SHOVELS OF WATER

       A middle-aged man with his head heavily bandaged sat in the parlor one evening waiting for Father to come home from a meeting. The longer he sat the more he began to fret and stew, so that by the time his story was told he'd rehearsed it in his mind and it had silently passed his lips a dozen times.  He explained that Doc had taken several stitches and bandaged it for him after he'd been hit in the head with a shovel.
       "There's this young smart aleck has leased the orchard below mine, all you'd think none of the rest of us has ever done any fruit farming before, way he runs that place. He just finished the course at the cow college        over in Logan and he's got a lot of high faluttin notions. I took my watering during the night last night and come daylight I noticed a few trees on one of the rows that the water didn't get to. After his turn started I just wedged my shovel in the main ditch by my head gate to coax a little water over to those dry spots. He came storming up there from his piece to see why he wasn't getting every last drop, and you'd a thought I was a criminal or something the way he carried on. Why the way that young whipper snapper talked bask to me was a caution and so I just spited him all the more by keeping my shovel wedged in the ditch. All the while I was telling him to simmer down, and not to get so all fired hot up over a little thing like that. Before I knew what was happening he came up and grabbed my shovel and cracked me over the head with it.
       It was quite sometime before Father's voice was heard. He must have been struggling to smother a smile and keep a face registering sufficient concern for the gravity of such a matter. "Well now, it seems to me this is something for you two to work out with your bishop."
       "I saw the bishop this afternoon. Being's how the young fellow's not
a member of the Church the bishop says he's got no jurisdiction. He told me to talk to you and see if I hadn't ought to take him to court."
       "I guess you might have good grounds to sue him for assault and battery, and if you had a real sharp lawyer you might win a case alright. On the other hand, maybe the other fellow would sue you for stealing his water. When it comes right down to it that's what you were doing, wasn't it? Pshaw, you'd
       be better off trying to settle out of court. Maybe he'd be willing to pay the doctor's bill if he was approached properly."
       "Well, I guess I could go and see him."
       "No, I think maybe you'd do well to send your daughter to talk to him."
       "I don't see no need for that. It aint  becoming for me to send a woman to do my business errands, least of all the girl."
       "Just the same, I can't help feeling that he'd be less likely to get his dander up again and close his mind to reason if he saw a young lady coming to discuss the matter with him, than if he saw you with your head all bandaged and a chip on your shoulder."
       It was the following Spring before anything more was heard about the feud. Then, one evening, there he was back again, sans bandage and with very little
evidence remaining of his former encounter except for a slight scar on the side at the back of his head where the hair had not grown in again.
       Father remarked that he hoped there would be no more trouble now that irrigation season was starting again, a.nd tt.at things had been worked out' the satisfaction of all concerned.
       He was assured that not only was everything satisfactory, things just couldn't be better. The two combatants had arranged to combine their water turns and work the two orchards together. But of even greater interest to Father was the announcement that the young man had joined the Church and was now the man's son-in-law.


# Aim of the task
Leave out the images and output the records word for word.

# Recorded information

◆ ◆ ◆ ◆ ◆

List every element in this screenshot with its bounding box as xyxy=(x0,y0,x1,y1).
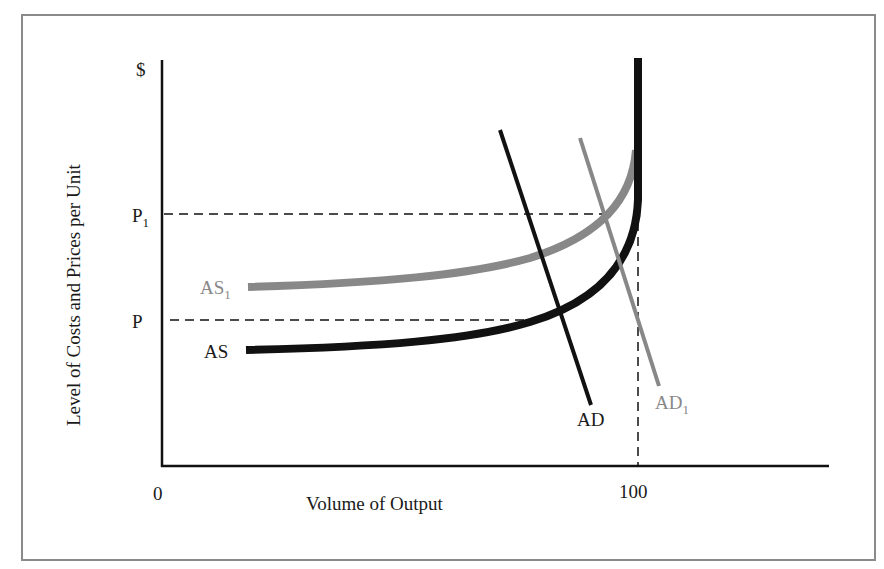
ad-label: AD xyxy=(577,409,604,430)
ad1-label: AD1 xyxy=(655,392,689,417)
x-axis-title: Volume of Output xyxy=(306,493,444,514)
as-label: AS xyxy=(204,341,228,362)
y-axis-title: Level of Costs and Prices per Unit xyxy=(63,164,84,426)
ad-curve xyxy=(500,130,591,405)
x-tick-0: 0 xyxy=(153,483,163,504)
as1-label: AS1 xyxy=(200,277,231,302)
p1-label: P1 xyxy=(132,205,149,230)
as-ad-diagram: $ P1 P AS1 AS AD AD1 0 100 Volume of Out… xyxy=(0,0,884,569)
as-curve xyxy=(246,58,638,350)
ad1-curve xyxy=(580,138,659,386)
as1-curve xyxy=(248,150,636,287)
x-tick-100: 100 xyxy=(619,481,648,502)
p-label: P xyxy=(132,311,143,332)
dollar-label: $ xyxy=(136,59,146,80)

◆ ◆ ◆ ◆ ◆

# Task result
List every element in this screenshot with its bounding box as xyxy=(x0,y0,x1,y1).
ad-label: AD xyxy=(577,409,604,430)
ad1-label: AD1 xyxy=(655,392,689,417)
x-axis-title: Volume of Output xyxy=(306,493,444,514)
as-label: AS xyxy=(204,341,228,362)
y-axis-title: Level of Costs and Prices per Unit xyxy=(63,164,84,426)
ad-curve xyxy=(500,130,591,405)
x-tick-0: 0 xyxy=(153,483,163,504)
as1-label: AS1 xyxy=(200,277,231,302)
p1-label: P1 xyxy=(132,205,149,230)
as-ad-diagram: $ P1 P AS1 AS AD AD1 0 100 Volume of Out… xyxy=(0,0,884,569)
as-curve xyxy=(246,58,638,350)
ad1-curve xyxy=(580,138,659,386)
as1-curve xyxy=(248,150,636,287)
x-tick-100: 100 xyxy=(619,481,648,502)
p-label: P xyxy=(132,311,143,332)
dollar-label: $ xyxy=(136,59,146,80)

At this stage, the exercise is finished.